Write the records below out again. Match them exactly.

▶ Supplied data
◆ ◆ ◆ ◆ ◆ ◆ ◆
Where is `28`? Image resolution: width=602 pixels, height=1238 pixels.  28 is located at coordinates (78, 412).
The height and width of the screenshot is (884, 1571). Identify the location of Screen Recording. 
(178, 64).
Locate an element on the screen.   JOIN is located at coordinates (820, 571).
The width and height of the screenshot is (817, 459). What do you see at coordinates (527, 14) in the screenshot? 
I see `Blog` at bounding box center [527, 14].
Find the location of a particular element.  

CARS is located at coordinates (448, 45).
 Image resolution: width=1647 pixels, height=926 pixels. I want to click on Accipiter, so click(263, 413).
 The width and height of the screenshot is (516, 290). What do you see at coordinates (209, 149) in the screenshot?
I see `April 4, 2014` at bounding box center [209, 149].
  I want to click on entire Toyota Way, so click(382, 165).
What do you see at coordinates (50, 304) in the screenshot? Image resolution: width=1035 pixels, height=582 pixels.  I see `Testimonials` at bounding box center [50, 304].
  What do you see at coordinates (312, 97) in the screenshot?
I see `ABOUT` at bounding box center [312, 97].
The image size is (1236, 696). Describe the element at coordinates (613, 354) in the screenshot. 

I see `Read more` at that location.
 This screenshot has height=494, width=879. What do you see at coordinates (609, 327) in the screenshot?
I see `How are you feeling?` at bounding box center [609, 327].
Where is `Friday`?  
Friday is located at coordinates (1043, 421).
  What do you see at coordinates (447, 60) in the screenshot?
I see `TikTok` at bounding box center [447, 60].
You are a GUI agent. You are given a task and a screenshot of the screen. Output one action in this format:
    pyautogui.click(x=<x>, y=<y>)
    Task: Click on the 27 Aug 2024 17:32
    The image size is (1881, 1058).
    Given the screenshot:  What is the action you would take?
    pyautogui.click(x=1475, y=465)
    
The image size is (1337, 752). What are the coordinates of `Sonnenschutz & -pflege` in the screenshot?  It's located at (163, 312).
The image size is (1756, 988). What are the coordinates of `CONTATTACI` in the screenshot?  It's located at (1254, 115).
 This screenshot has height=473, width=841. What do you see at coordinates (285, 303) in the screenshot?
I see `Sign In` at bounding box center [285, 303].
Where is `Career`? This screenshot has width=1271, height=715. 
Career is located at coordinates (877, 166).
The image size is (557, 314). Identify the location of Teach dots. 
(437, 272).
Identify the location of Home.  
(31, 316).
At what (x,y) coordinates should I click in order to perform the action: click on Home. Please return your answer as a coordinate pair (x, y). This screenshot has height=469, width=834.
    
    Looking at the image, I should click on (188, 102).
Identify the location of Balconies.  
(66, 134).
◆ ◆ ◆ ◆ ◆ ◆ ◆
▶ Problem solution
Where is `28`? Image resolution: width=602 pixels, height=1238 pixels.  28 is located at coordinates (78, 412).
The height and width of the screenshot is (884, 1571). Identify the location of Screen Recording. 
(178, 64).
Locate an element on the screen.   JOIN is located at coordinates (820, 571).
The width and height of the screenshot is (817, 459). What do you see at coordinates (527, 14) in the screenshot? 
I see `Blog` at bounding box center [527, 14].
Find the location of a particular element.  

CARS is located at coordinates (448, 45).
 Image resolution: width=1647 pixels, height=926 pixels. I want to click on Accipiter, so click(263, 413).
 The width and height of the screenshot is (516, 290). What do you see at coordinates (209, 149) in the screenshot?
I see `April 4, 2014` at bounding box center [209, 149].
  I want to click on entire Toyota Way, so click(382, 165).
What do you see at coordinates (50, 304) in the screenshot? Image resolution: width=1035 pixels, height=582 pixels.  I see `Testimonials` at bounding box center [50, 304].
  What do you see at coordinates (312, 97) in the screenshot?
I see `ABOUT` at bounding box center [312, 97].
The image size is (1236, 696). Describe the element at coordinates (613, 354) in the screenshot. 

I see `Read more` at that location.
 This screenshot has height=494, width=879. What do you see at coordinates (609, 327) in the screenshot?
I see `How are you feeling?` at bounding box center [609, 327].
Where is `Friday`?  
Friday is located at coordinates (1043, 421).
  What do you see at coordinates (447, 60) in the screenshot?
I see `TikTok` at bounding box center [447, 60].
You are a GUI agent. You are given a task and a screenshot of the screen. Output one action in this format:
    pyautogui.click(x=<x>, y=<y>)
    Task: Click on the 27 Aug 2024 17:32
    The image size is (1881, 1058).
    Given the screenshot:  What is the action you would take?
    pyautogui.click(x=1475, y=465)
    
The image size is (1337, 752). What are the coordinates of `Sonnenschutz & -pflege` in the screenshot?  It's located at (163, 312).
The image size is (1756, 988). What are the coordinates of `CONTATTACI` in the screenshot?  It's located at (1254, 115).
 This screenshot has height=473, width=841. What do you see at coordinates (285, 303) in the screenshot?
I see `Sign In` at bounding box center [285, 303].
Where is `Career`? This screenshot has width=1271, height=715. 
Career is located at coordinates (877, 166).
The image size is (557, 314). Identify the location of Teach dots. 
(437, 272).
Identify the location of Home.  
(31, 316).
At what (x,y) coordinates should I click in order to perform the action: click on Home. Please return your answer as a coordinate pair (x, y). This screenshot has height=469, width=834.
    
    Looking at the image, I should click on (188, 102).
Identify the location of Balconies.  
(66, 134).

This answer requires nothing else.